Why do people deliberately create gross metaphors?


Metaphors are excellent ways to make abstract ideas more concrete by providing a visual image of what you are trying to convey. But I am a little puzzled by people who use this device to bring up mental images that are so utterly distasteful that one does not want to even contemplate the image, which seems to defeat the purpose of using metaphors.

Take this post that took Felix Salmon to task for giving prospective journalists bad advice by discouraging them from pursuing careers in that field. These are some of the things the writer said:

All of mankind got together Monday morning and agreed to urinate in the cereal of Felix Salmon, who, in turn, decided to douse the dreams of aspiring journalists with gasoline and toss a match in their general direction.

Felix Salmon, of course, didn’t find piss in his Fruit Loops two days ago.

I have noticed that there are quite a few scatological metaphors in blogs and I am somewhat at a loss to understand the reasons for it. These metaphors are attention grabbers no doubt, but then one immediately wants to forget them because the images they create in one’s mind are disgusting. I am very likely to stop reading such an article immediately.

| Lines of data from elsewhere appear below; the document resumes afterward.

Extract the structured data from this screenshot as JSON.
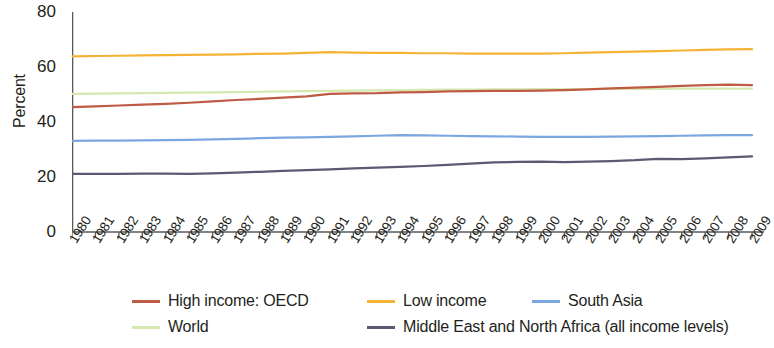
{
  "chart_data": {
    "type": "line",
    "title": "",
    "subtitle": "",
    "xlabel": "",
    "ylabel": "Percent",
    "ylim": [
      0,
      80
    ],
    "yticks": [
      0,
      20,
      40,
      60,
      80
    ],
    "xlim": [
      1980,
      2009
    ],
    "grid": false,
    "legend_position": "bottom",
    "x": [
      1980,
      1981,
      1982,
      1983,
      1984,
      1985,
      1986,
      1987,
      1988,
      1989,
      1990,
      1991,
      1992,
      1993,
      1994,
      1995,
      1996,
      1997,
      1998,
      1999,
      2000,
      2001,
      2002,
      2003,
      2004,
      2005,
      2006,
      2007,
      2008,
      2009
    ],
    "categories": [
      "1980",
      "1981",
      "1982",
      "1983",
      "1984",
      "1985",
      "1986",
      "1987",
      "1988",
      "1989",
      "1990",
      "1991",
      "1992",
      "1993",
      "1994",
      "1995",
      "1996",
      "1997",
      "1998",
      "1999",
      "2000",
      "2001",
      "2002",
      "2003",
      "2004",
      "2005",
      "2006",
      "2007",
      "2008",
      "2009"
    ],
    "series": [
      {
        "name": "High income: OECD",
        "color": "#bf5a44",
        "values": [
          45.4,
          45.7,
          46.0,
          46.3,
          46.6,
          47.0,
          47.5,
          48.0,
          48.4,
          48.9,
          49.3,
          50.2,
          50.4,
          50.5,
          50.8,
          50.9,
          51.1,
          51.2,
          51.3,
          51.3,
          51.4,
          51.6,
          51.9,
          52.2,
          52.5,
          52.8,
          53.1,
          53.4,
          53.6,
          53.4
        ]
      },
      {
        "name": "Low income",
        "color": "#f5b335",
        "values": [
          63.9,
          64.0,
          64.1,
          64.2,
          64.3,
          64.4,
          64.5,
          64.6,
          64.8,
          64.9,
          65.1,
          65.4,
          65.2,
          65.1,
          65.1,
          65.0,
          65.0,
          64.9,
          64.9,
          64.9,
          64.9,
          65.0,
          65.2,
          65.4,
          65.6,
          65.8,
          66.0,
          66.2,
          66.4,
          66.5
        ]
      },
      {
        "name": "South Asia",
        "color": "#7ba7e0",
        "values": [
          33.1,
          33.2,
          33.2,
          33.3,
          33.4,
          33.5,
          33.7,
          33.9,
          34.1,
          34.3,
          34.4,
          34.6,
          34.8,
          35.0,
          35.2,
          35.1,
          35.0,
          34.9,
          34.8,
          34.7,
          34.6,
          34.6,
          34.6,
          34.7,
          34.8,
          34.9,
          35.0,
          35.1,
          35.2,
          35.2
        ]
      },
      {
        "name": "World",
        "color": "#d5e8b0",
        "values": [
          50.2,
          50.3,
          50.4,
          50.5,
          50.6,
          50.7,
          50.8,
          50.9,
          51.0,
          51.1,
          51.2,
          51.3,
          51.4,
          51.5,
          51.6,
          51.7,
          51.8,
          51.8,
          51.9,
          51.9,
          52.0,
          52.0,
          52.0,
          52.0,
          52.0,
          52.0,
          52.1,
          52.1,
          52.1,
          52.1
        ]
      },
      {
        "name": "Middle East and North Africa (all income levels)",
        "color": "#5a5a72",
        "values": [
          21.1,
          21.1,
          21.1,
          21.2,
          21.2,
          21.1,
          21.3,
          21.6,
          21.9,
          22.2,
          22.5,
          22.8,
          23.1,
          23.4,
          23.7,
          24.0,
          24.4,
          24.9,
          25.3,
          25.5,
          25.6,
          25.4,
          25.6,
          25.8,
          26.1,
          26.6,
          26.5,
          26.8,
          27.1,
          27.5
        ]
      }
    ]
  },
  "legend": {
    "row1": [
      {
        "label": "High income: OECD",
        "color": "#bf5a44",
        "x": 0
      },
      {
        "label": "Low income",
        "color": "#f5b335",
        "x": 235
      },
      {
        "label": "South Asia",
        "color": "#7ba7e0",
        "x": 400
      }
    ],
    "row2": [
      {
        "label": "World",
        "color": "#d5e8b0",
        "x": 0
      },
      {
        "label": "Middle East and North Africa (all income levels)",
        "color": "#5a5a72",
        "x": 235
      }
    ]
  },
  "axis": {
    "y_label": "Percent",
    "axis_color": "#58595b"
  }
}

Maybe I’m just too old-fashioned and nowadays people don’t find those mental images as unpleasant as I do.

Comments

  1. Rob Grigjanis says

    “Who pissed in your corn flakes?” is a time-honoured way of asking someone why they are such a bad mood.

  2. Brony, Social Justice Cenobite says

    Language is filled with metaphors that use our bodies in many ways. I think that the reason that gross metaphors are used has to do with how humor works (the parts that are less subjective) and the purpose of the specific metaphor.

    I’ve recently been reading a lot about the purpose of humor for reasons of being more effective in arguments (It lets me understand things about the purpose of an opponents humor). This is a paper that I like though I’m still getting used to the details of the field so I can’t say how meaningful the results are yet.
    Emotional structure of jokes: a corpus-based investigation.
    This paper discusses how humor is meant to transform emotions. That transformation can be from one emotion to another, a reduction in the intensity of an emotion, an increase in the intensity and combinations. The humor the papers looks at is meant to transform fear, hatred and disgust. Interestingly most disgust based humor tends to make the disgust worse.

    If I had to speculate I would say that an instinctual purpose of making disgust humor worse is to encourage remembering of what should be considered disgusting. Since humor takes place in a safe setting there is no real thing to be disgusted by, it’s like mild aggression for play. The metaphor is meant to convey something that can’t be simply stated and using it lets a person express their emotions. So the whole thing ends up triggering humor, lets emotions get expressed, and if the person is expressing emotions does not like the object of expression they may also enjoy it being connected to the disgust.

  3. Heidi Nemeth says

    Mental images?! As a mother of four and now grandmother of five, dealing with poop can be and now is an every day reality for me. The toddler-aged brother of Audrey’s newborn had the flu this last week. You could say I was up to my elbows in poop. While changing those diapers, I have often reflected that polite society doesn’t look favorably on discussions of excrement. Yet that is a way of isolating caretakers of young children, farm workers, hospital workers, sanitation workers, plumbers and others for whom excrement is everyday work. Lucky are the people who don’t have to deal with it.

    For that matter, Mano, I have often thought that I don’t want to own a dog because I could not stand, wait, and pick up my dog’s excrement. Gross. I admire the patience of those who do.

    Young children, around the age of four, develop their sense of humor with poop jokes. References to excrement on the internet may show the person doesn’t belong to “polite (American) society” -- or is still perfecting juvenile humor.

  4. lorn says

    Ugly metaphors tending to trigger revulsion and disgust, emotional reactions that made them more memorable.